By law, our locally stored water must be “back flowed” to the 27 peninsula customers (cities) and shared with them in an emergency. By contract, these regional customers have been paying the SFPUC for a portion of the essential repairs and improvements to these reservoirs for many years;

• There is no formula in the State Water Code that defines how much water must be sent to the peninsula customers in an emergency, so the amount of water left in the City for either drinking or for firefighting is not known. The terminal reservoirs hold 79 percent of our stored water and all of it is jointly owned by the City and peninsula customers.

Less than one day’s worth of potable water – 85 million gallons that is locally stored – is exclusively owned by the City;

• By state regulation, years of an extended drought could require a reduction in the volume of water deliveries to local reservoirs, which reduces the amount of potable water available after an earthquake.

We must preserve for human uses the drinking water we have in the City in case of drought restrictions or broken Hetch Hetchy supply lines from earthquakes. Our local reservoirs may not be filled to the brim when an emergency strikes;

• A 2018 engineering report recommended that the SFPUC adopt “Option 12” to retrofit water pipeline mains from the Sunset Reservoir to supply water for fighting fires after an earthquake.

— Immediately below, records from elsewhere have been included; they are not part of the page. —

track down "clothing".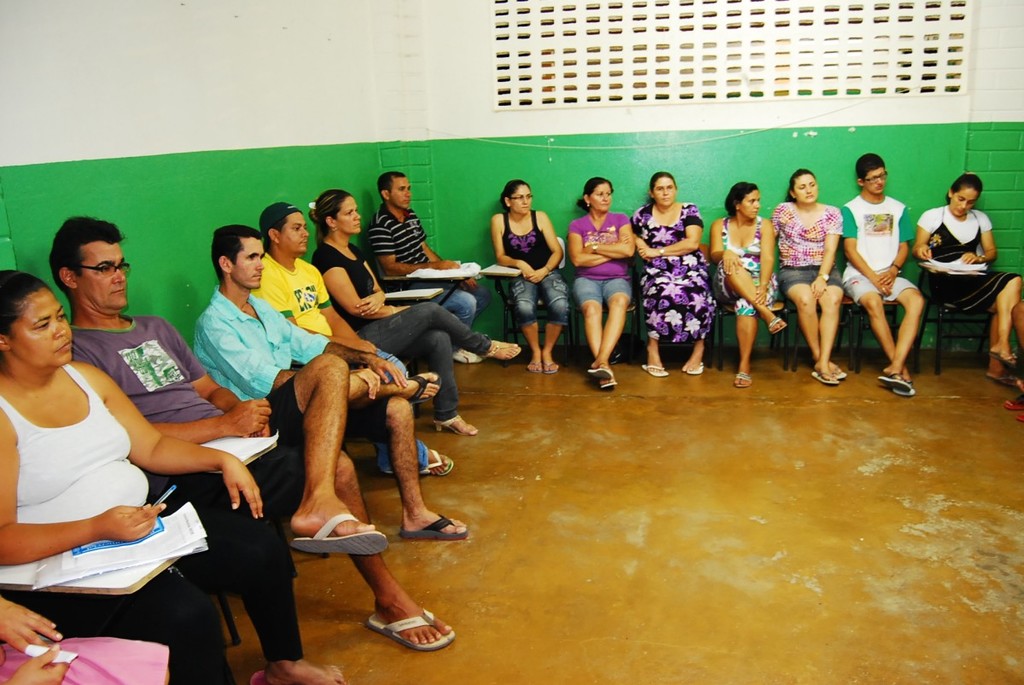
Tracked to 625 202 720 340.
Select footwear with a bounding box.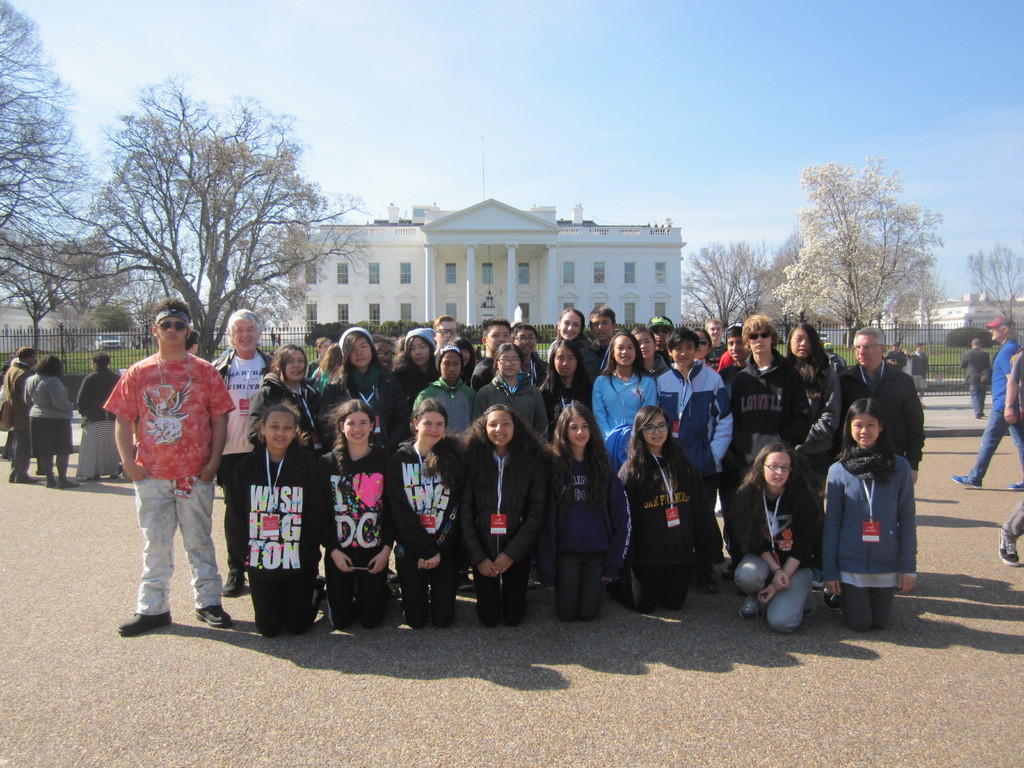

However, it is clear from the report that the consultants were not informed about legal obligations to share Sunset water with peninsula customers in an emergency or the possible restrictions on water delivery during drought years. There are no calculations showing that these reductions in reservoir water were factored into the final recommendation.

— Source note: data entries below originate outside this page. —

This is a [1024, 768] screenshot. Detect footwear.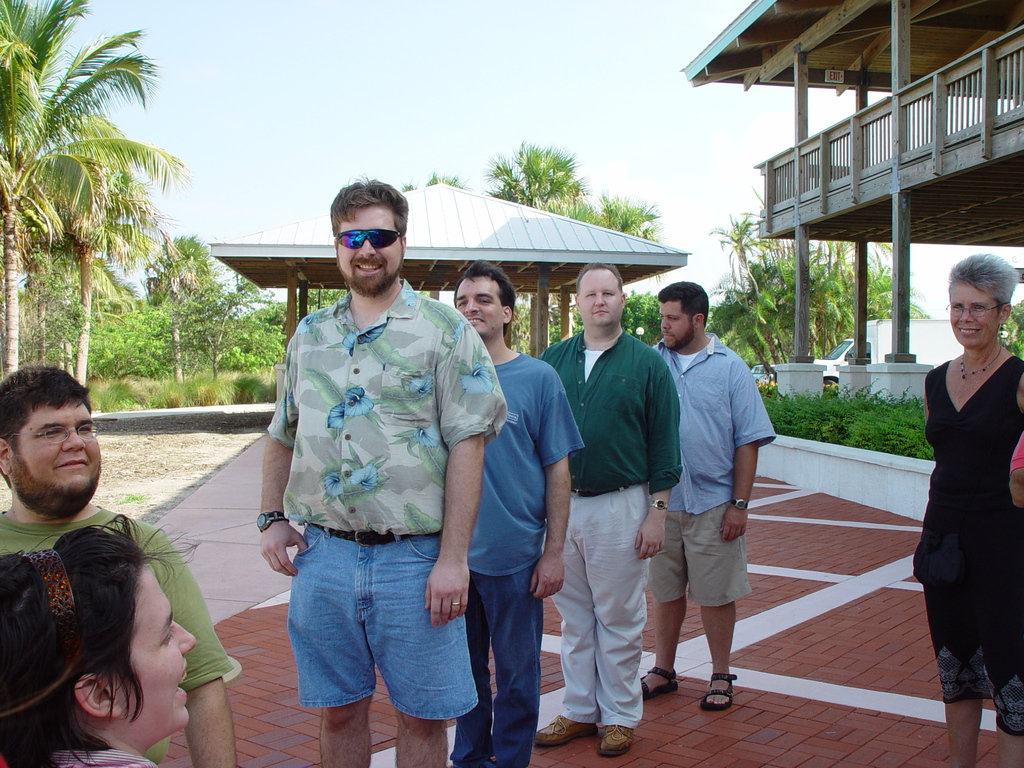
bbox(536, 715, 598, 748).
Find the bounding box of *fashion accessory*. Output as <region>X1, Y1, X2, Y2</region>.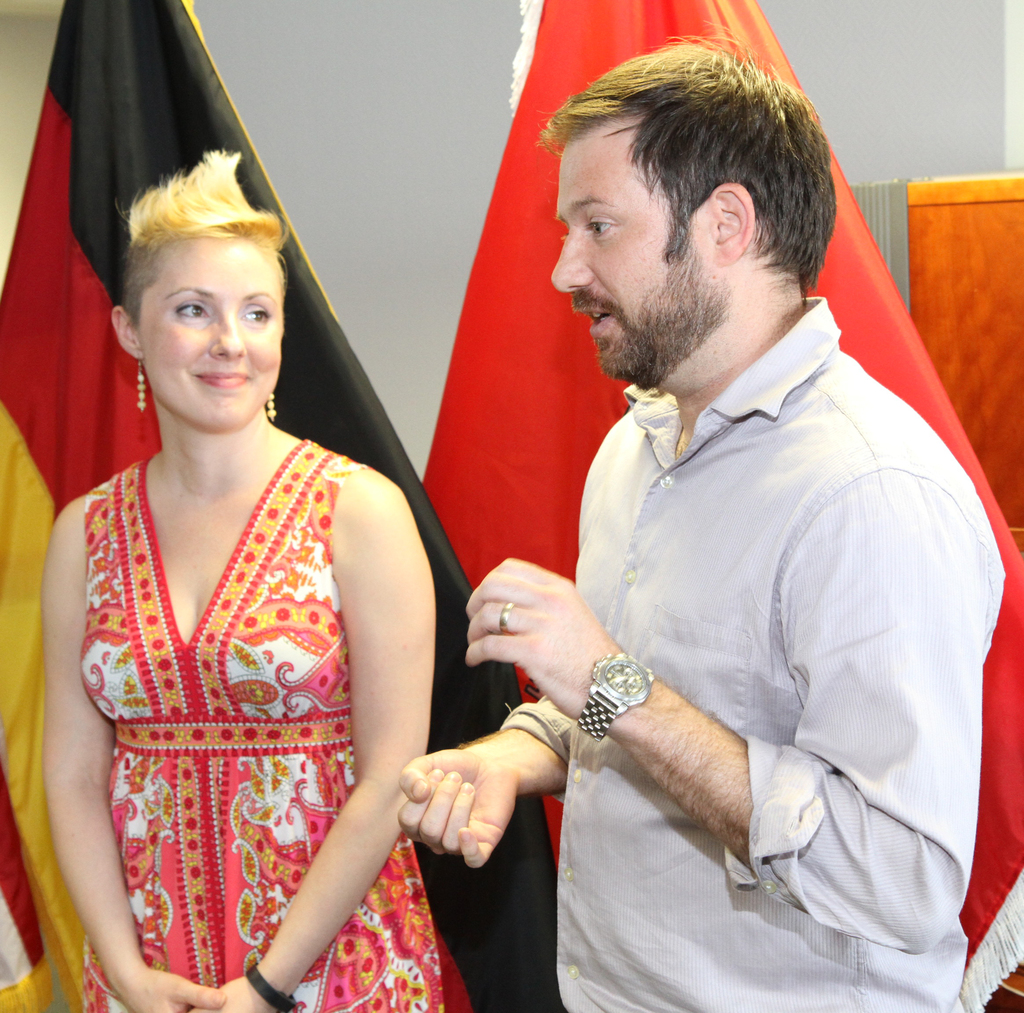
<region>493, 600, 523, 635</region>.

The SFPUC misled engineers to believe that all 90 million gallons of the water in the Sunset Reservoir’s North Basin was guaranteed to firefighters. An option to build a pump station at the Pacific Ocean to access this unlimited supply of water to suppress fires was not chosen;

• Fire boats used to pump bay water cannot be used to pump ocean water because strong ocean currents are unsafe for the boats. However, building a small pump station at the ocean can provide all the water firefighters would need and it would be readily available whenever required.

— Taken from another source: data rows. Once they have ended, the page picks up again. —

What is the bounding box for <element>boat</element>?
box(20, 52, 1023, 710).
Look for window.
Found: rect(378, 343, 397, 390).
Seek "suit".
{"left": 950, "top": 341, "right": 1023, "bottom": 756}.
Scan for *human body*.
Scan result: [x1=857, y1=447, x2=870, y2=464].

Since 1913, the northeastern and central parts of the City have been protected by the original Auxiliary Water Supply System (AWSS), an independent network of high-pressure, high-volume water pipes and hydrants designed to use the ocean as its primary source of water and is 100 percent dedicated to putting out fires. San Francisco is the only place in the United States with this ingenious system. It works because we are surrounded by water and have designated water tanks to provide stored water as well.

Now it is time to protect the lives and property of the citizens in the western and southern residential neighborhoods by prioritizing expansion of the AWSS network into these underserved areas and by accessing the ocean water at our doorstep.

We can save 15 neighborhoods from catastrophic destruction if we demand that the AWSS be completed now, before a major earthquake strikes, by using the 2020 issue of the ESER bonds to finance it. City bonds must not be wasted on the SFPUC’s plan to replace pipelines to a reservoir that will not serve our firefighters’ need for water.

Tell your supervisor you want real fire protection!

Nancy Wuerfel is a government fiscal analyst and served as a member of the SF Recreation and Park Department’s Open Space Advisory Committee for nine years.

Editor’s note: The SF City Attorney’s Office refutes the State Water Code’s provisions and says the City does not have to provide water to its Peninsula customers after an earthquake.